Wednesday, December 13, 2023

Don't Adapt Too Much to the Heat

Imagine you’ve been given this problem to solve. “You work for a company that manufactures tea bags. But the market for bagged tea has declined as more and more people buy organic bulk tea. What else could you do with the tea bags?”

At first, there’s a tendency for a quick adaptation, solutions that retain the same size, shape, and function (“Fill the bags with dried soup”).

If you ignore the urge to stop with these concrete solutions, you’ll begin to imagine possibilities where the shape and function and/or size may be retained, but there could be different uses for the bags (“Fill them with shoe polish for travelers”).

As you continue brainstorming, you’ll experience a shift in perspective where the original shape, size, function are no longer considered (“Cut and flatten the bags and make parachutes for Barbie Dolls”).

If you reach for the most far-out possibilities, you might even dismiss the original question and answer completely outside the box: “Sell the machinery for scrap metal and start a new business.”

A few original thinkers might move to the more open possibilities right away, but most of us, especially in a busy life with multiple demands on our time, look far too often for the quick solution. A classic story illustrates the pitfalls of adapting too readily:

Frogs were placed in pans of room-temperature water over Bunsen Burners that gradually heated the water. Free to jump at any time, their adaptability to gradual temperature changes kept them in the pans until the heat was so intense they died.

You’re free to jump at any time.









(Thanks to the Center for Creative Leadership for the tea bag exercise,
and to Pfeiffer et al., in Shaping Strategic Planning, for a description of the frog experiments.)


- What the exercise asks -
With the pictures left out, every record must be reproduced exactly.

- Data to examine -
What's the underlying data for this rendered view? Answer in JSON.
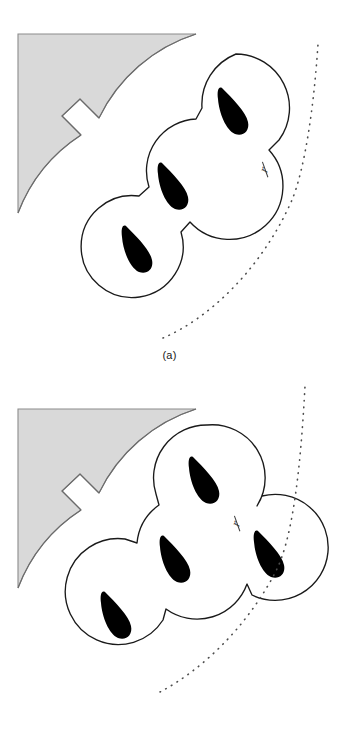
{
  "figure": {
    "background_color": "#ffffff",
    "width": 339,
    "height": 750,
    "outline_color": "#1a1a1a",
    "nucleus_color": "#000000",
    "substrate_fill": "#d9d9d9",
    "substrate_stroke": "#8c8c8c",
    "dotted_arc_color": "#4d4d4d",
    "label_color": "#1a1a1a"
  },
  "panels": [
    {
      "id": "a",
      "caption": "(a)",
      "description": "Linear chain of three lobes extending away from the substrate corner",
      "lobe_count": 3,
      "annotation_symbol": "r",
      "annotation_position": {
        "x": 265,
        "y": 170
      },
      "substrate": {
        "name": "substrate-corner",
        "arc_radius": 150,
        "notch_label": "notch"
      },
      "lobes": [
        {
          "cx": 236,
          "cy": 108,
          "r": 54,
          "nucleus_angle": 34
        },
        {
          "cx": 175,
          "cy": 184,
          "r": 52,
          "nucleus_angle": 34
        },
        {
          "cx": 139,
          "cy": 247,
          "r": 51,
          "nucleus_angle": 34
        }
      ],
      "dotted_arc": {
        "start_x": 163,
        "start_y": 338,
        "end_x": 318,
        "end_y": 44
      }
    },
    {
      "id": "b",
      "caption": "(b)",
      "description": "Branched arrangement of four lobes with a lateral bud",
      "lobe_count": 4,
      "annotation_symbol": "r",
      "annotation_position": {
        "x": 237,
        "y": 524
      },
      "substrate": {
        "name": "substrate-corner",
        "arc_radius": 150,
        "notch_label": "notch"
      },
      "lobes": [
        {
          "cx": 207,
          "cy": 478,
          "r": 53,
          "nucleus_angle": 34
        },
        {
          "cx": 178,
          "cy": 557,
          "r": 53,
          "nucleus_angle": 34
        },
        {
          "cx": 272,
          "cy": 552,
          "r": 53,
          "nucleus_angle": 34
        },
        {
          "cx": 119,
          "cy": 613,
          "r": 53,
          "nucleus_angle": 34
        }
      ],
      "dotted_arc": {
        "start_x": 160,
        "start_y": 692,
        "end_x": 305,
        "end_y": 386
      }
    }
  ],
  "legend": {
    "nucleus_label": "nucleus",
    "lobe_label": "lobe",
    "substrate_label": "substrate",
    "radius_label": "r"
  }
}
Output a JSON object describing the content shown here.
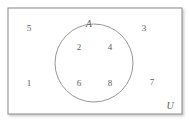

- Output below -
What's the underlying data for this rendered view? Answer in JSON.
{
  "figure": {
    "background_color": "#ffffff",
    "width": 339,
    "height": 750,
    "outline_color": "#1a1a1a",
    "nucleus_color": "#000000",
    "substrate_fill": "#d9d9d9",
    "substrate_stroke": "#8c8c8c",
    "dotted_arc_color": "#4d4d4d",
    "label_color": "#1a1a1a"
  },
  "panels": [
    {
      "id": "a",
      "caption": "(a)",
      "description": "Linear chain of three lobes extending away from the substrate corner",
      "lobe_count": 3,
      "annotation_symbol": "r",
      "annotation_position": {
        "x": 265,
        "y": 170
      },
      "substrate": {
        "name": "substrate-corner",
        "arc_radius": 150,
        "notch_label": "notch"
      },
      "lobes": [
        {
          "cx": 236,
          "cy": 108,
          "r": 54,
          "nucleus_angle": 34
        },
        {
          "cx": 175,
          "cy": 184,
          "r": 52,
          "nucleus_angle": 34
        },
        {
          "cx": 139,
          "cy": 247,
          "r": 51,
          "nucleus_angle": 34
        }
      ],
      "dotted_arc": {
        "start_x": 163,
        "start_y": 338,
        "end_x": 318,
        "end_y": 44
      }
    },
    {
      "id": "b",
      "caption": "(b)",
      "description": "Branched arrangement of four lobes with a lateral bud",
      "lobe_count": 4,
      "annotation_symbol": "r",
      "annotation_position": {
        "x": 237,
        "y": 524
      },
      "substrate": {
        "name": "substrate-corner",
        "arc_radius": 150,
        "notch_label": "notch"
      },
      "lobes": [
        {
          "cx": 207,
          "cy": 478,
          "r": 53,
          "nucleus_angle": 34
        },
        {
          "cx": 178,
          "cy": 557,
          "r": 53,
          "nucleus_angle": 34
        },
        {
          "cx": 272,
          "cy": 552,
          "r": 53,
          "nucleus_angle": 34
        },
        {
          "cx": 119,
          "cy": 613,
          "r": 53,
          "nucleus_angle": 34
        }
      ],
      "dotted_arc": {
        "start_x": 160,
        "start_y": 692,
        "end_x": 305,
        "end_y": 386
      }
    }
  ],
  "legend": {
    "nucleus_label": "nucleus",
    "lobe_label": "lobe",
    "substrate_label": "substrate",
    "radius_label": "r"
  }
}
Output a JSON object describing the content shown here.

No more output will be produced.